FRANCIS BANNERMAN, the noted
merchant and authority on war weapons, is the sixth Frank from the first
Frank Bannerman, standard-bearer of the Glencoe MacDonalds, who escaped
the massacre of 1692 by sailing to the Irish coast. His descendants
remained in Antrim for 150 years, intermarrying with Scottish settlers. In
1845, Mr. Bannerman's father removed to Dundee, Scotland, where Francis VI
was born, March 24, 1851. He came with his parents to the United States in
1854 and has resided in Brooklyn since 1856. The eldest son in each
generation is always named Frank. The surname originated at Bannockburn,
where an ancestor rescued the clan pennant, whereupon Bruce cut off the
streamer from the Royal ensign and conferred upon him the honour of
"bannerman."
Young Francis left school at ten,
when in 1861 his father went to the war. He secured employment in a
lawyer’s office at two dollars a week, each morning, before going to the
law-office, supplying with newspapers the officers of the warships
anchored off the Brooklyn Navy Yard, near his home. Summer evenings, after
work hours, he dragged the river with a grapple for bits of chain and
rope, which he sold to junkmen. When his father returned disabled, he
became a dealer in the material the boy collected, with a storehouse at 18
Little Street, also attending the Navy auctions, and later established a
ship-chandlery business at 14 Atlantic Avenue. Frank went back to school
for a time and won the scholarship for Cornell University, but could not
accept owing to his father’s war disability requiring his assistance in
carrying on the business.
In 1872, Francis began business for
himself, attending army auctions and, noting the destruction of useful and
historic war weapons for old metal, began buying them and sending out an
illustrated catalog to collectors. He also supplied frontiersmen with
fowling-pieces made over from the old army rifles, which he also altered
into Quaker guns for boys’ brigades and military schools. The Assistant
Chief of Ordnance stated that "Bannerman has done so much good toward
training the youth of America with his Quaker drill guns that the United
States could well afford to pay him a bounty on each gun made." He opened
stores in New York City first at 118 Broad Street, then 27 Front Street,
and finally, in 1897, at 579 Broadway, where he fitted out many regiments
for the Spanish-American War. After the war, he purchased from the United
States Government over 90 per cent. of the captured war material, and
bought historic Polopel’s Island, in the Hudson Highlands opposite
Cornwall, known to the public as Bannerman's Island, and erected large
arsenals patterned after the Scottish baronial castles. This beautiful
island, 13 acres in extent, he also makes his summer home. In 1905, he
bought 501 Broadway from the trustees of the Metropolitan Museum, who
greatly "reduced the price in recognition of his maintenance of a Free
Public War Museum." The building has seven floors, 40,000 square feet,
devoted to museum and salesroom. The collection contains ancient and
modern weapons from every country covering hundreds of years. All his
goods are sold on Government auction sale terms—cash with order. Even the
Standard Oil Company in purchasing had to send check with order.
Mr. Bannerman is not only the
largest dealer in the world, but is the acknowledged founder of the
military goods business and the foremost authority on military supplies.
His illustrated catalog, of more than 400 pages, is known to collectors as
the best book on the subject. At the request of the Government, he has in
preparation a History of War Weapons. He originated the "sealed
bid" plan of selling obsolete Government stores. His goods go all over the
world. A large number of transactions have been with Central and South
American countries; but he has consistently refused to sell to
revolutionists, or to minors or irresponsible persons—he recently
cancelled a large order, and refunded the money, when he discovered it was
from revolutionists. His stock and facilities are so extensive that he
once converted a large ocean steamer into a warship and delivered it in
one week. At the outbreak of the European War, in 1914, in seven weeks he
supplied the French Army with 8,000 saddles, and as a loyal Scot, donated
thousands of rifles, cartridges, etc., to the British Army.
While on a business trip to Europe
in 1872, he visited his grand- mother in Ulster. There he met Helen Boyce,
of Huguenot-Scotch-Irish descent, to whom he was married, June 8, 1872, in
Ballymena, by Rev. Frederick Buick who had married his father. They have
three sons: Frank VII, David Boyce, and Walter Bruce; one daughter died in
infancy. The two eldest sons are in business with their father. Walter
Bruce is a physician in Bridgewater, Mass.
Mr. Bannerman is a most genial and
energetic man. Notwithstanding his busy life, he is active in
philanthropic and Christian work. He is a great lover of boys, and in
connection with boys’ club church work for years has devoted one evening
in the week to studying with them the Sunday-School lesson. He is a member
of the St. Andrew's and many other societies, and was an organizer and one
of the first trustees of the Caledonian Hospital.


- [WORK ITEM]
Restate each record below word for word, skipping images.

DATA RECORDS: Begin

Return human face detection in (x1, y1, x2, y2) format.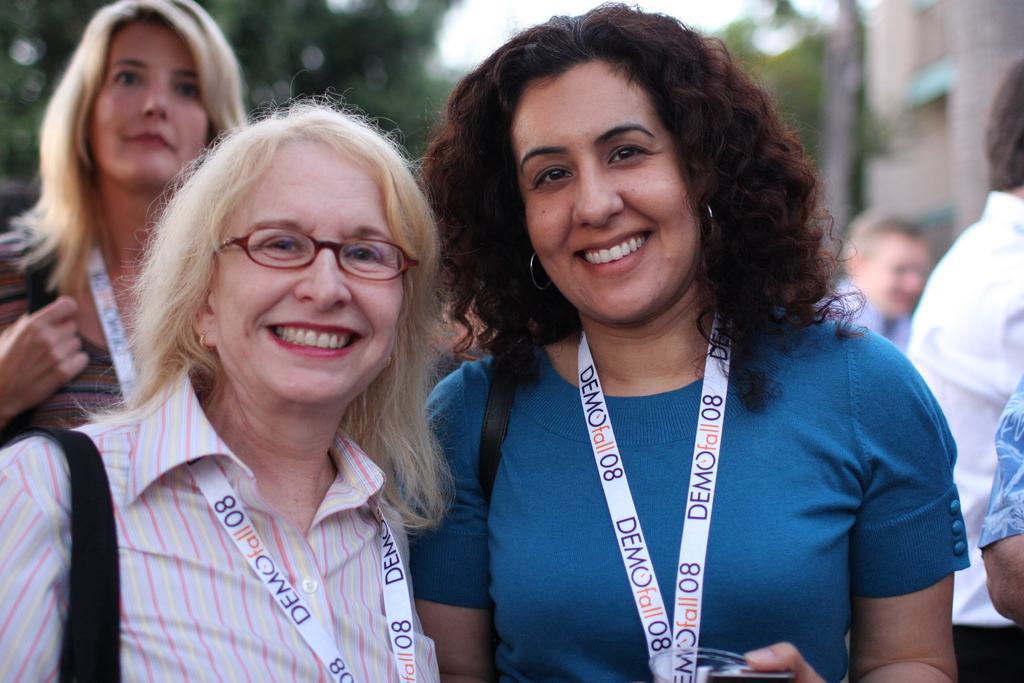
(83, 13, 214, 193).
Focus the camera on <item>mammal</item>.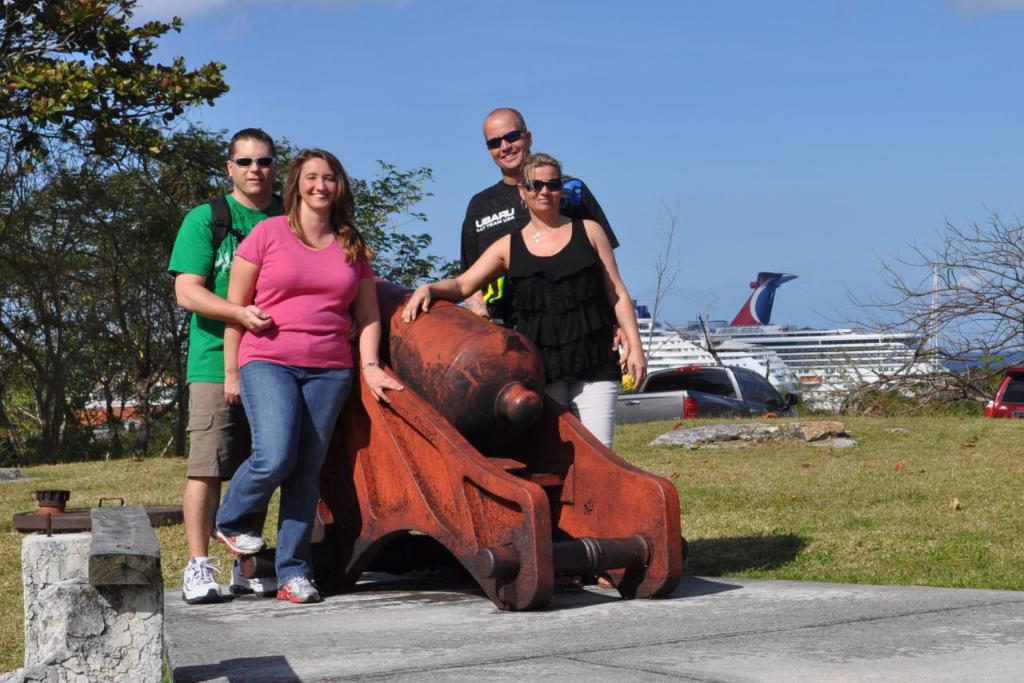
Focus region: Rect(458, 101, 620, 314).
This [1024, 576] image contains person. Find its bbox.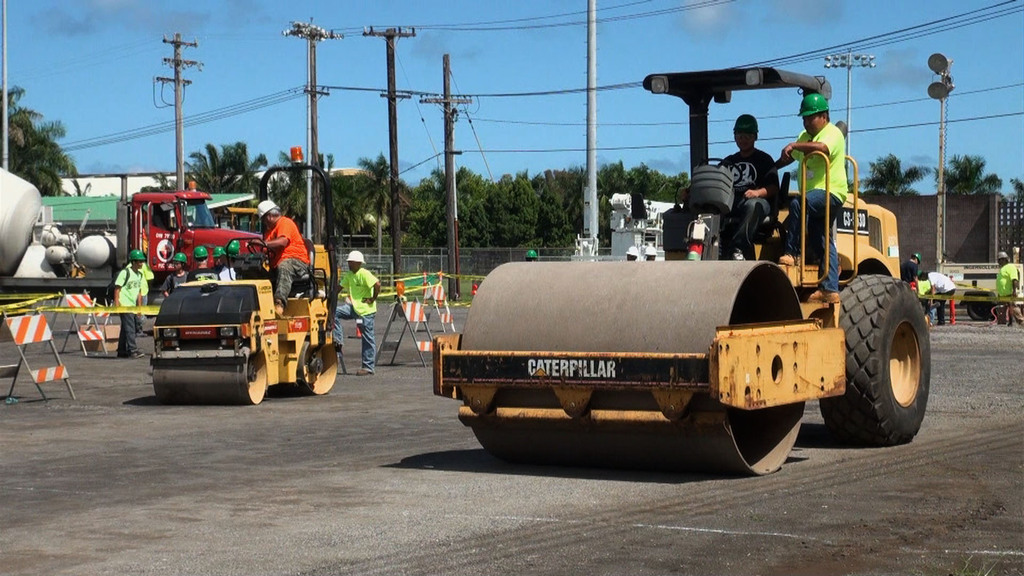
{"x1": 644, "y1": 247, "x2": 657, "y2": 260}.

DATA RECORDS: End

- [SOLUTION FOR THIS PROBLEM]
Return human face detection in (x1, y1, x2, y2) format.
(83, 13, 214, 193).
Focus the camera on <item>mammal</item>.
Focus region: Rect(458, 101, 620, 314).
This [1024, 576] image contains person. Find its bbox.
{"x1": 644, "y1": 247, "x2": 657, "y2": 260}.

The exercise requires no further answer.